A Country for Old Men: On the US Election II

This writer can recall a Kamala shill saying in an interview a year or two ago that Harris had had many accomplishments as VP, though he declined to name a single one. Her office had a culture of bullying, that was one thing that did become public knowledge about her. As the sudden candidate, she benefitted from Biden’s campaign transferring to her en masse; Macdara cannot accept the argument that she had to be the candidate because of money donated to a campaign with her name attached to it—it could not be beyond the ability of the party to have made the necessary calls to get donors to transfer money to whomever else was made candidate instead. Harris’s huge campaign fund demonstrates that people were keen to donate to a non-Trump candidate (even her). One could argue that it was inertia that caused them to choose her, but it was an inertia brought about by a fear that the Left might stage a coup if the party undertook any kind of democratic process. The party lacked the discipline that would have prevailed upon her to stand aside at the same time as Biden for family reasons, perhaps, or a health scare; they utterly lacked the will to assess who could actually beat Trump, and get them at the head of the ticket. There is no institutional memory of Tammany, no ability to get things done.

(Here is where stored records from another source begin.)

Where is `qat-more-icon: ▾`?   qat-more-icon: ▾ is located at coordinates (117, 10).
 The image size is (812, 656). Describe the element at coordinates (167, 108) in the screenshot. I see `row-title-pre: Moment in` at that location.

Of course Macdara’s take is that all that was required was that the Liberal Right field a candidate; it was not necessary for her to win, it was only a structural requirement of Capitalism in its current mode that there be an apparent Opposition. This is why there was no pause for this Loyal Opposition—a useful phrase from English managed democracy—to choose a strong candidate; that was not their concern, they merely needed a person to run. By way of proof: ask yourself, reader, if it is thinkable that whatever fightback the Democrats undertake will be led by Harris? No. If the lazy directionless Democratic wing of the Establishment does fight back, it will not be under the woman who got seven million votes less than Biden did in 2020. She is spoken of entirely in the past tense. She was a fleeting phenomenon, associated with a few confusing memes that were mistaken as proof of mass public enthusiasm.